The Problem with Women Entrepreneurs

Wednesday 26th September 2018 07:20 EDT
 

The UK Government’s Treasury Department has just launched a review into barriers for women in business. When I wrote my book about women entrepreneurs, ‘Our Turn’ sponsored by the then Bank of Scotland, little did I know just how many advantages men have thanks to women (and other men blocking women).

Some of the key blockages included, according to research, relative to men, a more realistic sense of success. Men in their cliched bravado tended to be more self confident of their own abilities, (self-attribution bias), and so underestimated the chances of failure and went gung-ho into business.

You’re already familiar with these issues affecting women in the workplace. You are willing to work longer for the same pay as a man, research proves it. Thank you. It makes it easier to pick a man to promote – heck I’m hardly about to move someone up who works the longest hours am I to do the same work?

And it’s unfortunate because the world needs more women entrepreneurs than ever. It needs more women in business because statistically they are more likely to succeed. It needs more women running top companies FTSE companies, because statistically their share prices do better. It needs more women at heads of Government, because statistically it leads to less wars. It needs more women managing household finances, because statistically it leads to less personal insolvencies.

Other obstacles, and research suggests clichés exist out of reality and experience:

Women, underpaid for the same work as men, earning less by the same age, had fewer resources with which to take the leap, and so less likely to take the leap.

Of course, there is the baby factor, lack of affordable nursery care is well documented, but there is also that fewer women want to go back to work full-time and there the part-time do it from home type of entrepreneurial ventures are less well taught, known about – compared to the office or WeWork based entrepreneurial start up – which again to women with small children may not be suitable.

The role models, reported by some women in our book, were hardened, angry, that they could do it, so why all the whinging – in other words, the sisterhood is sorely lacking other than to self-promote not to hand up others.

Consequently, by self-selecting gender specific role models, they may be accidentally restricting their chances of success.

What of bias in capital availability? Bias in venture capital is well known, and don’t doubt that just as employers think ‘when will you get pregnant’ so do investors.

What is to be done? One thing is greater education of entrepreneurial ventures which can be born from home to a significant size, without massive capital and full-time away from home.

But that is one of many options I will speak to the Treasury about.

Incidentally, I wrote the book, ‘Our Turn’, because when I co-founded the entrepreneur mentoring organisation ‘TiE – The Indus Entrepreneurs’ UK there were hardly any women in the organisation – a fault which was ours, soon remedied, not theirs. Yes, it’s a team effort. If you want more women entrepreneurs, work with the men good at it too.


In the data below, which lines contain "bottom"? List them by copying each one.

Records excerpted from a collection
※ ※ ※
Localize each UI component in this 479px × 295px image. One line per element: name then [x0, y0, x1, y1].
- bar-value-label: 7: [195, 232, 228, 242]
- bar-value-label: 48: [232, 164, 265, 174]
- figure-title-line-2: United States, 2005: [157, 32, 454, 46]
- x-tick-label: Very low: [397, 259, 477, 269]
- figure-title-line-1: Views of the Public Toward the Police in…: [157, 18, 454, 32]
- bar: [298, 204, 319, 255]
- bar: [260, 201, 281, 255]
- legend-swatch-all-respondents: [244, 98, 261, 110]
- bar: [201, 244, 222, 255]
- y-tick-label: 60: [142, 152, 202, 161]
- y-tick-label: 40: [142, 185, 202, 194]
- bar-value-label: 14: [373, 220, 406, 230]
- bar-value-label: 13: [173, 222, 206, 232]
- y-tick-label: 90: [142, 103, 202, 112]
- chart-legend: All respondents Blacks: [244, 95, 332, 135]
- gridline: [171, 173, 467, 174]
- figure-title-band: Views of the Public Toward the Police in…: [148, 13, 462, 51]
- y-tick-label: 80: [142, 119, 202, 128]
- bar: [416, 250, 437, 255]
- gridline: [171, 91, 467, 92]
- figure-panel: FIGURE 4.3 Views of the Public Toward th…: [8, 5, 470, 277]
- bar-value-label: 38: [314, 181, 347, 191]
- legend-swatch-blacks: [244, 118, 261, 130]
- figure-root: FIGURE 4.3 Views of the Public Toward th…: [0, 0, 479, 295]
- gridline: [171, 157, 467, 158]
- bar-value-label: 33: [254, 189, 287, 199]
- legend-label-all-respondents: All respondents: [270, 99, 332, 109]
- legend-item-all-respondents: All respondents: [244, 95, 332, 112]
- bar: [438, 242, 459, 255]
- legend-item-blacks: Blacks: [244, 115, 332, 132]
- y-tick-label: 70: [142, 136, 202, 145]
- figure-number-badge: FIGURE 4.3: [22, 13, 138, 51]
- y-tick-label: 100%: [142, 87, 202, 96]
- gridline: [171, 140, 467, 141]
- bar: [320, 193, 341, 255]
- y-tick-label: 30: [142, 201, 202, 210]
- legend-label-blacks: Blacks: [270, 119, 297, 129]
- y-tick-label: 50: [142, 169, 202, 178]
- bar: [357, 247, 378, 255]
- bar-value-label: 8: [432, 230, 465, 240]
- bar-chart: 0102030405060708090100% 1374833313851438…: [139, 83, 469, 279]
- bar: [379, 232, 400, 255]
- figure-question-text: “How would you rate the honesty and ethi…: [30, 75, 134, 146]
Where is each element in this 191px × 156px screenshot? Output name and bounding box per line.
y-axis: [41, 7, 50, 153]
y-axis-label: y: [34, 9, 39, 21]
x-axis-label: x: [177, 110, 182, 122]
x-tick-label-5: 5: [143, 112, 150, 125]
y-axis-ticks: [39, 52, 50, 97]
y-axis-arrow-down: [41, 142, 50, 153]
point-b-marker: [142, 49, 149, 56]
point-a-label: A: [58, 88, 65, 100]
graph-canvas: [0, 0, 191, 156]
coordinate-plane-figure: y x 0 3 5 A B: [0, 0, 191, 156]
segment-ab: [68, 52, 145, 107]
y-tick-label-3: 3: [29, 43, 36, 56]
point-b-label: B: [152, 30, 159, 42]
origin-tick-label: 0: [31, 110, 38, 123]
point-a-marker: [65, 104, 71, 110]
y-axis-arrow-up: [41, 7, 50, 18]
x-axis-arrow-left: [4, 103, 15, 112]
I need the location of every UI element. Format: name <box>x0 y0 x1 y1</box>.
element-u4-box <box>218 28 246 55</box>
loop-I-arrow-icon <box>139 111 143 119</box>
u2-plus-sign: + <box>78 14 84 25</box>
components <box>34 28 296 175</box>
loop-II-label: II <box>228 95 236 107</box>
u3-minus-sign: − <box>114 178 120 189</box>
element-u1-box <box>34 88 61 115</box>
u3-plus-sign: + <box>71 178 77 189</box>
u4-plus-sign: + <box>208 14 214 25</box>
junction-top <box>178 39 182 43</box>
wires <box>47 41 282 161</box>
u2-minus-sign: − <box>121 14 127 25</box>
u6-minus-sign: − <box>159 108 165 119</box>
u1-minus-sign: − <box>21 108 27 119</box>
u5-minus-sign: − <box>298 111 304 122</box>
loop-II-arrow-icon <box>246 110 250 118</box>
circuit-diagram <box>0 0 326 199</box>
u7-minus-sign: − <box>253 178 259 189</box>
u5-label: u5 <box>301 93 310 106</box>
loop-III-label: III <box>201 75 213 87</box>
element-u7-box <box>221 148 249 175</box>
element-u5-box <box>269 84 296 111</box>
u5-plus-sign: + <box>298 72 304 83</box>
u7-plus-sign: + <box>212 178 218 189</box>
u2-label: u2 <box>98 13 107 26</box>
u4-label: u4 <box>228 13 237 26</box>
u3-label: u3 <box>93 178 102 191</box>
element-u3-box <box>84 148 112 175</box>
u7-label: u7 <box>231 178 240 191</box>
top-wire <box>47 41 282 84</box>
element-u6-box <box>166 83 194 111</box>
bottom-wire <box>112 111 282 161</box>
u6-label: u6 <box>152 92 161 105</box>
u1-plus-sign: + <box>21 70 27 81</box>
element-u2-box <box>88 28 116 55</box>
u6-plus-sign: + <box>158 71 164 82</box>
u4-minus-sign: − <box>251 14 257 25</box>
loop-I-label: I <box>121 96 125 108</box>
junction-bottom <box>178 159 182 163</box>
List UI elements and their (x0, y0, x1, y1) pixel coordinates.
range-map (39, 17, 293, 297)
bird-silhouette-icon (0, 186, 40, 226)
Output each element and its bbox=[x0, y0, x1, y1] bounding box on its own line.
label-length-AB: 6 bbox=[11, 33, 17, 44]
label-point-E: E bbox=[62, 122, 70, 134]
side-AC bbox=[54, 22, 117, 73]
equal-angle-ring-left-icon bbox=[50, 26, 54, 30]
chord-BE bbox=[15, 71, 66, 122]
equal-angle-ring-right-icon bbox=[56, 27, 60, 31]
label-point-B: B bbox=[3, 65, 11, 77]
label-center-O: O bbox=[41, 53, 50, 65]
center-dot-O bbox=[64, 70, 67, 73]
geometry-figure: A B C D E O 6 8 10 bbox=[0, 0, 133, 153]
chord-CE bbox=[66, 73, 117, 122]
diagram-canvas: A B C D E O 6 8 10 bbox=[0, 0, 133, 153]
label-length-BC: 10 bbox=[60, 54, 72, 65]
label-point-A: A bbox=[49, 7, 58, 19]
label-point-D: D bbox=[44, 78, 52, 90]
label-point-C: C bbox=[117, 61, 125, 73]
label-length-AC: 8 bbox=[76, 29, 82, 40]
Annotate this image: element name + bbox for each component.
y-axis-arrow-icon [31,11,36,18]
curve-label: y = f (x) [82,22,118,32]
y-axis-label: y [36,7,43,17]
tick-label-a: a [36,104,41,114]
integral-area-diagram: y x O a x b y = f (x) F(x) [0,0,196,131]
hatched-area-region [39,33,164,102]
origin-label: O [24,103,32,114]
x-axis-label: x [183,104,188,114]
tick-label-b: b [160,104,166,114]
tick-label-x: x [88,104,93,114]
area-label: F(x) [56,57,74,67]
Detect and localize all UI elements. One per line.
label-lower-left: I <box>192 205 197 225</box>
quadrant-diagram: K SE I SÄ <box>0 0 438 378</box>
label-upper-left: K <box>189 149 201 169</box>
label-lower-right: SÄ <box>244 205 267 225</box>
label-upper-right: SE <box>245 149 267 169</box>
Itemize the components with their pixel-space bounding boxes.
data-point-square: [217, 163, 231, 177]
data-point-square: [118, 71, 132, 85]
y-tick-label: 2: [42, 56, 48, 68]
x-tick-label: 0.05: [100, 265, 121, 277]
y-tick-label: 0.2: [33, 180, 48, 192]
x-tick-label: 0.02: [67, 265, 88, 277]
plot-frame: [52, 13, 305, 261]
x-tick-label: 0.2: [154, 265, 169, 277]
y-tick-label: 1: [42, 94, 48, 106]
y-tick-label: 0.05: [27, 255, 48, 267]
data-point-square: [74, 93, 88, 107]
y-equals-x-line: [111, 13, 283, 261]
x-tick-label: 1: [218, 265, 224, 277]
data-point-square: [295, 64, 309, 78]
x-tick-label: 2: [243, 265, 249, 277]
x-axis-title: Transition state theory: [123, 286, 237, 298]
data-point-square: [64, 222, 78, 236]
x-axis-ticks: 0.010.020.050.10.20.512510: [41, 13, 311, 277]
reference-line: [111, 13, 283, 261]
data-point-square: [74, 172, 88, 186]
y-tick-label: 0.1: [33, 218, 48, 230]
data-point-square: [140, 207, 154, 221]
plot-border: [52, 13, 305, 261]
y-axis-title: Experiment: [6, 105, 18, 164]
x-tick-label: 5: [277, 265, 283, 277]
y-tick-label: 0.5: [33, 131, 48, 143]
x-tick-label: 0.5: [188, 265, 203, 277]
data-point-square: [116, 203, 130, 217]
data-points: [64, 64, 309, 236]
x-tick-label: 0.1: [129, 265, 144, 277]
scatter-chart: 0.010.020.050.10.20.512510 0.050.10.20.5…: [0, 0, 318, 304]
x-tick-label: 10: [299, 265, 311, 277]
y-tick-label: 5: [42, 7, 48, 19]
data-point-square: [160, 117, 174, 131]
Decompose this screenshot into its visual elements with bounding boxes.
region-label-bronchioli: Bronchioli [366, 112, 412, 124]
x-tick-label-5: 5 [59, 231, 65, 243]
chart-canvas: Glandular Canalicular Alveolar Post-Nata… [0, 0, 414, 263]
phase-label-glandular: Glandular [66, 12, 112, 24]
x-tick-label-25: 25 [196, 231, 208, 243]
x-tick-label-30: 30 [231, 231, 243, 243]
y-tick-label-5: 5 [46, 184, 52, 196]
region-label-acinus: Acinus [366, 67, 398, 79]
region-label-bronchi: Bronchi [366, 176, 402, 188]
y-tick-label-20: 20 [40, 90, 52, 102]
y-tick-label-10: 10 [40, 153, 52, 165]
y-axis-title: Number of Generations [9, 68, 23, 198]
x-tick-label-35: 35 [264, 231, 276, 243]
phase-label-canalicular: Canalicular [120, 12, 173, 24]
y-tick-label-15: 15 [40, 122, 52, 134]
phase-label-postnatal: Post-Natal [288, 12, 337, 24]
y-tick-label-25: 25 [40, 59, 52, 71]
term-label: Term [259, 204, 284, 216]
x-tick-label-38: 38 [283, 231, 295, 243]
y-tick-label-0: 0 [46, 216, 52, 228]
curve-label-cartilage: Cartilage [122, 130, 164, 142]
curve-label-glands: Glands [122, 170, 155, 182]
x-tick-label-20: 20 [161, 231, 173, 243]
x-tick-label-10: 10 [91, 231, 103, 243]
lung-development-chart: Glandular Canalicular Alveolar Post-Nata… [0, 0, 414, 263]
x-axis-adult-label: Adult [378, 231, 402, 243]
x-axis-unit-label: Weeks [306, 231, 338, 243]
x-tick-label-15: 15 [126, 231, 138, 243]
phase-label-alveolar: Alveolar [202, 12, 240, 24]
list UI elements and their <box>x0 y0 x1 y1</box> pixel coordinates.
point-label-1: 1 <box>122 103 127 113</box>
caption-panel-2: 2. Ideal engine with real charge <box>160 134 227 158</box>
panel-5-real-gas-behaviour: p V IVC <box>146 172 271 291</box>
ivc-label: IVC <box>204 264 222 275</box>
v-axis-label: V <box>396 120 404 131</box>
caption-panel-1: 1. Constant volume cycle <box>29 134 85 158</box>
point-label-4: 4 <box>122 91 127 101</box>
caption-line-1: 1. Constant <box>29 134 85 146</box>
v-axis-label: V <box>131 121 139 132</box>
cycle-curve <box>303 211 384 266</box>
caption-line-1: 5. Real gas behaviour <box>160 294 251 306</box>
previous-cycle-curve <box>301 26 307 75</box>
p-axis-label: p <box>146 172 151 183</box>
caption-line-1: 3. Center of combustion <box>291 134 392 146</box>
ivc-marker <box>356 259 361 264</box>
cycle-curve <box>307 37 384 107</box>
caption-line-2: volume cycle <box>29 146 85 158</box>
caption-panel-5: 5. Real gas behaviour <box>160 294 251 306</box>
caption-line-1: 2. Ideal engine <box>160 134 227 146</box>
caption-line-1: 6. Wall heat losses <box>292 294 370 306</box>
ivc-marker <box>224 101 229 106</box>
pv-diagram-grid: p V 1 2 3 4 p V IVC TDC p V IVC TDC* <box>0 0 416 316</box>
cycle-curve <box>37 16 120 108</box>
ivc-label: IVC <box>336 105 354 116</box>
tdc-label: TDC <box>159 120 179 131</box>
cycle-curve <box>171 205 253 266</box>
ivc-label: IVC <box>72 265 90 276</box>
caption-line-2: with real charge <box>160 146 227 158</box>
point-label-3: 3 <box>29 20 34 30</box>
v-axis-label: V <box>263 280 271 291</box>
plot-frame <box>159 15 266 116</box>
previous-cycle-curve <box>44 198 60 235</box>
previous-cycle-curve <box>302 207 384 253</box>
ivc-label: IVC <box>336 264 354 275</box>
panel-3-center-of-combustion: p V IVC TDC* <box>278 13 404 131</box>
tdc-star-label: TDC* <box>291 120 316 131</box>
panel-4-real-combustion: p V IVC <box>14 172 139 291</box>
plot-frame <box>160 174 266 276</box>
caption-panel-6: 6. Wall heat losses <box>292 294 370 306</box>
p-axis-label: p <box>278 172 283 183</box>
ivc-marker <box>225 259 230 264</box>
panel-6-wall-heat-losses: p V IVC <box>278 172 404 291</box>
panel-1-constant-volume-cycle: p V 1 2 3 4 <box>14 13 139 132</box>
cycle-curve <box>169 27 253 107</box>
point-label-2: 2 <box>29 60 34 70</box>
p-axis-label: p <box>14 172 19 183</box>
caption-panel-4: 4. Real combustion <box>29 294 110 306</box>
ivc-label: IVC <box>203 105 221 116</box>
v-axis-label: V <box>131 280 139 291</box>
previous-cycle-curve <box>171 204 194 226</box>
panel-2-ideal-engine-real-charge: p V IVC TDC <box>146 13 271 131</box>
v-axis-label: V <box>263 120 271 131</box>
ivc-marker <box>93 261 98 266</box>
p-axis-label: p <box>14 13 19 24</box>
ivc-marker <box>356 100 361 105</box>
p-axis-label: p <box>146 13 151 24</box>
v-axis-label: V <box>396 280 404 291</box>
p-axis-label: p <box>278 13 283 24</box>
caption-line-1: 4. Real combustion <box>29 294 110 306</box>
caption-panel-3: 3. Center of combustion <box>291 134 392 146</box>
※ ※ ※
Output:
bottom-wire <box>112 111 282 161</box>
junction-bottom <box>178 159 182 163</box>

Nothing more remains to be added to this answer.